The way I see the main hurdles to UNSC reform, the United States is an odd focus of attention and pressure. Truly, Washington is the least of the problems. Just as with the recently agreed reforms to the voting shares in the IMF, there are tricky issues of European representation given that France and the United Kingdom currently occupy two of the council's five permanent seats. Even knottier, though, is China's staunch resistance to two of the world's strongest candidates: India and Japan. Which is another way of saying, "don't look at us." [I should note a very effective retort raised in my meeting with the South African Institute of International Affairs. One of their scholars asked why the US hadn't at least taken a clear position the African Union's Ezulwini Consensus, which calls for the addition of two permanent and two non-permanent seats for African nations?]

Obviously the United States can't deny that we have our own stake in the status quo or that policy makers will be leery of changes that will dilute American influence.

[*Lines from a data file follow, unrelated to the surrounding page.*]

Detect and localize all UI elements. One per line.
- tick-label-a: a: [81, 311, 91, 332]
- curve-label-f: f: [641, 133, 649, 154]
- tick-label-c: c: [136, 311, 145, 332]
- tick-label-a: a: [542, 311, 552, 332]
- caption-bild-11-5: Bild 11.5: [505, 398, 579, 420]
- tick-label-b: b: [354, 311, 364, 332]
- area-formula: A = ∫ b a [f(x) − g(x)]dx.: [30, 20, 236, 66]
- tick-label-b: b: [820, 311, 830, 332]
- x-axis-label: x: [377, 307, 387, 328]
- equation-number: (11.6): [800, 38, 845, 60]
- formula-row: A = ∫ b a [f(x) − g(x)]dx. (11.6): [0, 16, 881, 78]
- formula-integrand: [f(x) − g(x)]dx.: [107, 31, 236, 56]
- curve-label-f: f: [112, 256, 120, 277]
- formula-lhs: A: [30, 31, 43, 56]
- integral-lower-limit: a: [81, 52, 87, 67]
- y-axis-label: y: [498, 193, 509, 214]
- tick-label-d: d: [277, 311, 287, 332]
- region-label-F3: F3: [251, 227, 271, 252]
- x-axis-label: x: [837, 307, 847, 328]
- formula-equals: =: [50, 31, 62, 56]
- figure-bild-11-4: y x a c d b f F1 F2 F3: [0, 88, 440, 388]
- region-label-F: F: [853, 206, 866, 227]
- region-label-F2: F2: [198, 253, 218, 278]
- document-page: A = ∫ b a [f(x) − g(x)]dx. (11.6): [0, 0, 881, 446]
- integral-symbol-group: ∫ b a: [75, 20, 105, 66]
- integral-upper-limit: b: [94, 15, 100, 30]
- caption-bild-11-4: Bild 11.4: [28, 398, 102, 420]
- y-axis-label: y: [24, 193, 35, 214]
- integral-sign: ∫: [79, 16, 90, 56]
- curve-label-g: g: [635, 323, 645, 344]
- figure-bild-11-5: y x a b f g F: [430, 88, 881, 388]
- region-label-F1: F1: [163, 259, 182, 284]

But those concerns aren't the only ones keeping the US from diving into council reform. I'm not sure they're even the main ones; they aren't the basis of my own wariness. As hinted above, the international politics and diplomacy of Security Council reform will inevitably be messy as hell. Frankly, I'm less skeptical about the possibility of a sensible solution for the composition of a reformed council and a lot more worried about the tortured and tortuous process involved in trying to reach agreement and overcome objections from China and others. With all the important multilateral work that demands political leaders' attention, I'd hate to see enormous time and effort devoted to the equivalent of amending the international community's constitution.

More positively, a recent report from Kara McDonald and Stewart Patrick of the Council on Foreign Relations proposes a constructive link between security council reform and the rest of the multilateral agenda. They suggest a criteria-based approach that stresses the responsibilities permanent council members would be expected to bear, and not just the status and prestige. Here's how they describe it:

Proposing a criteria-based approach, however, would usefully shift the focus of conversation from entitlement to qualifications, without a priori excluding any aspirant. In so doing, it would provide a baseline to assess candidates, grant greater transparency to the reform path, and encourage aspirants to exercise globally responsible behavior in international institutions. This approach would also steer negotiations away from framework proposals that leave the selection of permanent members to regional groupings.

The authors list a number of pertinent criteria for a lead role in the United Nations -- financial contributions, willingness to use the council's Article VII authority to deal with renegade leaders (like Qaddafi), leadership in brokering compromise on sensitive issues. Their approach holds a lot of appeal, aiming to ensure that as the US lessens its role as guarantor of the international system, others show their willingness to pitch in.